Hillary Clinton pulled no punches on Thursday as she appeared for a closed-door deposition with lawmakers in Chappaqua, New York © AP

Hillary Clinton accused Republican lawmakers of “partisan political theatre” and seeking to protect Donald Trump, as she testified before lawmakers investigating the US government’s handling of the Jeffrey Epstein case on Thursday.

In a blistering opening statement, Clinton accused the House oversight committee of compelling her testimony in order to “distract attention from President [Donald] Trump’s actions and to cover them up despite legitimate calls for answers”.

The former secretary of state and her husband, the former president Bill Clinton, had earlier this month agreed to testify in the probe after Republicans on the committee threatened to hold the couple in contempt of Congress. Bill Clinton was scheduled to provide his own deposition on Friday. 

Hillary Clinton said in the closed-door deposition that she did not have information regarding federal investigations into Epstein or his accomplice, Ghislaine Maxwell, who is serving a 20-year prison sentence on sex-trafficking charges.

Clinton, who was the Democratic nominee for president in 2016, said she had “no idea” about Epstein’s or Maxwell’s criminal activities and did not “recall ever encountering” the late convicted sex offender, who was found dead in his jail cell awaiting trial in 2019.

Clinton said Republican lawmakers had made “little effort to call the people who show up most prominently in the Epstein files” and were part of an “institutional failure . . . designed to protect one political party and one public official, rather than to seek truth and justice for the victims and survivors, as well as the public”.

She also called on the committee to “get to the bottom” of allegations the justice department withheld files linked to Epstein in which “a survivor accuses President Trump of heinous crimes”.

Congress last year passed a law that required the Department of Justice to release all unclassified material in the Epstein case. However, Democratic lawmakers have launched an investigation into allegations that the DoJ withheld information about a minor who accused Trump of sexual abuse, after a report from National Public Radio.

Robert Garcia, the top Democrat on the House oversight committee, on Wednesday sent US attorney-general Pam Bondi a letter asking her to explain the grounds for allegedly withholding material linked to Trump and to disclose whether the president was being investigated for sexual abuse.  

Bondi told a congressional committee earlier this month there was “no evidence that Donald Trump has committed a crime”.

The attorney-general has come under fire for not meeting Epstein’s victims and for the DoJ initially botching redactions that in some cases revealed victims’ names.

Bondi has said she was “deeply sorry for what any victim . . . has been through” and that “any accusations of criminal wrongdoing will be taken seriously and investigated”. 

Asked for comment, the DoJ said: “Fortunately, the Department does not subscribe to Secretary Clinton’s famously effective ‘BleachBit and hammers’ method of document review and release,” in an apparent reference to the FBI’s 2016 investigation into her use of personal emails while serving as secretary of state.

According to the FBI, a program named BleachBit was used to delete files and a Clinton aide used a hammer to destroy her mobile devices. The DoJ ultimately did not file charges against her.

White House spokeswoman Abigail Jackson said Trump had been “totally exonerated on anything related to Epstein”.

“[B]y releasing thousands of pages of documents, co-operating with the House oversight committee’s subpoena request, signing the Epstein Files Transparency Act and calling for more investigations into Epstein’s Democrat friends, President Trump has done more for Epstein’s victims than anyone before him,” Jackson said.

The DoJ has said that Democrats on the oversight committee “should stop misleading the public” and that all Epstein documents “have been produced” unless the material was a duplicate, privileged or part of a federal investigation, according to a post on X.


→ Problem to work on: For each line below, print it again exactly as shown.

Given data Start Marker

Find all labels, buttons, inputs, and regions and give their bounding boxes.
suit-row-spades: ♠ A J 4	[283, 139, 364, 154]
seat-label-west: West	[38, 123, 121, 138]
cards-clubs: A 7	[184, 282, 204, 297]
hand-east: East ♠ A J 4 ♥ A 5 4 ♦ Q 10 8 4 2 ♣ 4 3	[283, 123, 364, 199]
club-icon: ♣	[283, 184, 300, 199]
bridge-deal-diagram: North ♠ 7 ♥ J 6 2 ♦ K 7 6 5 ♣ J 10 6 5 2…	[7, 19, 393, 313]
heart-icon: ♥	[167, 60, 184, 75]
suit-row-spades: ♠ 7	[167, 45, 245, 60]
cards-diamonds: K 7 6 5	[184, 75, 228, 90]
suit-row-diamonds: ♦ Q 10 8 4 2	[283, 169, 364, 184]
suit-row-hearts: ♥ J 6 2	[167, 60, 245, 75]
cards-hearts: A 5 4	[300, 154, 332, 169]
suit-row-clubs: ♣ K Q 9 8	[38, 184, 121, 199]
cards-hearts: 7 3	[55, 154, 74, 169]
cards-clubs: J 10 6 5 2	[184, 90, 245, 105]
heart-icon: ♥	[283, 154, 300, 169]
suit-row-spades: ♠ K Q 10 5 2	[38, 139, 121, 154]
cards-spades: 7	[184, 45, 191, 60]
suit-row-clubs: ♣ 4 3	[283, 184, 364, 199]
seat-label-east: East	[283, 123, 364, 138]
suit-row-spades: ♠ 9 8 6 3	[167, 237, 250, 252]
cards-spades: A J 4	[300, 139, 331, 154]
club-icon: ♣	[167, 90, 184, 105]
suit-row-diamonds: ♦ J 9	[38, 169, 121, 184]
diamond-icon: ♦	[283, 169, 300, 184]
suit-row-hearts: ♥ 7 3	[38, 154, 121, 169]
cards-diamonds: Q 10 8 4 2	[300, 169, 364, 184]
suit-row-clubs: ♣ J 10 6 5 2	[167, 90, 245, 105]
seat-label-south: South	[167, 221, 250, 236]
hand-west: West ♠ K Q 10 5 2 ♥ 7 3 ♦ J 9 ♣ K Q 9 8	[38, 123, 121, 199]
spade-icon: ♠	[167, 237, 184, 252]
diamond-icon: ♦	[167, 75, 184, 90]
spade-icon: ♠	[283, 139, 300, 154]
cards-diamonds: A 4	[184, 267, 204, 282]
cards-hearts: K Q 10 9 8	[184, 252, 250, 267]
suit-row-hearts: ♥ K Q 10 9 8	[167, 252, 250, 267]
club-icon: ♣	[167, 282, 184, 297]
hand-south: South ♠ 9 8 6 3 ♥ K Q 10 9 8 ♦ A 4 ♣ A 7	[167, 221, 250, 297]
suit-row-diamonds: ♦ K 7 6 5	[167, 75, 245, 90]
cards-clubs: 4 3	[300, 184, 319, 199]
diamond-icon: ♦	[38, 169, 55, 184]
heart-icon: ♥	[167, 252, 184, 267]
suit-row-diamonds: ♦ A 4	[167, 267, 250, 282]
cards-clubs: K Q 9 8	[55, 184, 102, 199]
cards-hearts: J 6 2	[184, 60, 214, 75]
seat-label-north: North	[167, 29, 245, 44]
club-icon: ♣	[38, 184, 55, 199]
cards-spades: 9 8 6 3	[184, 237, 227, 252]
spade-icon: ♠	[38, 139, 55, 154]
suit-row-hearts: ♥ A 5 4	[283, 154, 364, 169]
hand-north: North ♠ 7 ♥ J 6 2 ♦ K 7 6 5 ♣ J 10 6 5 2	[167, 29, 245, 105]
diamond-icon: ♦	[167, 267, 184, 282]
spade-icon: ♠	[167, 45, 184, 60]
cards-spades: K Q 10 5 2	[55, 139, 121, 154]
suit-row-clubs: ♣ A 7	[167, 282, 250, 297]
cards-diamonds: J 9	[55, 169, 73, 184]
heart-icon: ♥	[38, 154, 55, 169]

Given data End Marker

→ Task solution:
Find all labels, buttons, inputs, and regions and give their bounding boxes.
suit-row-spades: ♠ A J 4	[283, 139, 364, 154]
seat-label-west: West	[38, 123, 121, 138]
cards-clubs: A 7	[184, 282, 204, 297]
hand-east: East ♠ A J 4 ♥ A 5 4 ♦ Q 10 8 4 2 ♣ 4 3	[283, 123, 364, 199]
club-icon: ♣	[283, 184, 300, 199]
bridge-deal-diagram: North ♠ 7 ♥ J 6 2 ♦ K 7 6 5 ♣ J 10 6 5 2…	[7, 19, 393, 313]
heart-icon: ♥	[167, 60, 184, 75]
suit-row-spades: ♠ 7	[167, 45, 245, 60]
cards-diamonds: K 7 6 5	[184, 75, 228, 90]
suit-row-diamonds: ♦ Q 10 8 4 2	[283, 169, 364, 184]
suit-row-hearts: ♥ J 6 2	[167, 60, 245, 75]
cards-hearts: A 5 4	[300, 154, 332, 169]
suit-row-clubs: ♣ K Q 9 8	[38, 184, 121, 199]
cards-hearts: 7 3	[55, 154, 74, 169]
cards-clubs: J 10 6 5 2	[184, 90, 245, 105]
heart-icon: ♥	[283, 154, 300, 169]
suit-row-spades: ♠ K Q 10 5 2	[38, 139, 121, 154]
cards-spades: 7	[184, 45, 191, 60]
suit-row-clubs: ♣ 4 3	[283, 184, 364, 199]
seat-label-east: East	[283, 123, 364, 138]
suit-row-spades: ♠ 9 8 6 3	[167, 237, 250, 252]
cards-spades: A J 4	[300, 139, 331, 154]
club-icon: ♣	[167, 90, 184, 105]
suit-row-diamonds: ♦ J 9	[38, 169, 121, 184]
diamond-icon: ♦	[283, 169, 300, 184]
suit-row-hearts: ♥ 7 3	[38, 154, 121, 169]
cards-diamonds: Q 10 8 4 2	[300, 169, 364, 184]
suit-row-clubs: ♣ J 10 6 5 2	[167, 90, 245, 105]
seat-label-south: South	[167, 221, 250, 236]
hand-west: West ♠ K Q 10 5 2 ♥ 7 3 ♦ J 9 ♣ K Q 9 8	[38, 123, 121, 199]
spade-icon: ♠	[167, 237, 184, 252]
diamond-icon: ♦	[167, 75, 184, 90]
spade-icon: ♠	[283, 139, 300, 154]
cards-diamonds: A 4	[184, 267, 204, 282]
cards-hearts: K Q 10 9 8	[184, 252, 250, 267]
suit-row-hearts: ♥ K Q 10 9 8	[167, 252, 250, 267]
club-icon: ♣	[167, 282, 184, 297]
hand-south: South ♠ 9 8 6 3 ♥ K Q 10 9 8 ♦ A 4 ♣ A 7	[167, 221, 250, 297]
suit-row-diamonds: ♦ K 7 6 5	[167, 75, 245, 90]
cards-clubs: 4 3	[300, 184, 319, 199]
diamond-icon: ♦	[38, 169, 55, 184]
heart-icon: ♥	[167, 252, 184, 267]
suit-row-diamonds: ♦ A 4	[167, 267, 250, 282]
cards-clubs: K Q 9 8	[55, 184, 102, 199]
cards-hearts: J 6 2	[184, 60, 214, 75]
seat-label-north: North	[167, 29, 245, 44]
club-icon: ♣	[38, 184, 55, 199]
cards-spades: 9 8 6 3	[184, 237, 227, 252]
spade-icon: ♠	[38, 139, 55, 154]
suit-row-hearts: ♥ A 5 4	[283, 154, 364, 169]
hand-north: North ♠ 7 ♥ J 6 2 ♦ K 7 6 5 ♣ J 10 6 5 2	[167, 29, 245, 105]
diamond-icon: ♦	[167, 267, 184, 282]
spade-icon: ♠	[167, 45, 184, 60]
cards-spades: K Q 10 5 2	[55, 139, 121, 154]
suit-row-clubs: ♣ A 7	[167, 282, 250, 297]
cards-diamonds: J 9	[55, 169, 73, 184]
heart-icon: ♥	[38, 154, 55, 169]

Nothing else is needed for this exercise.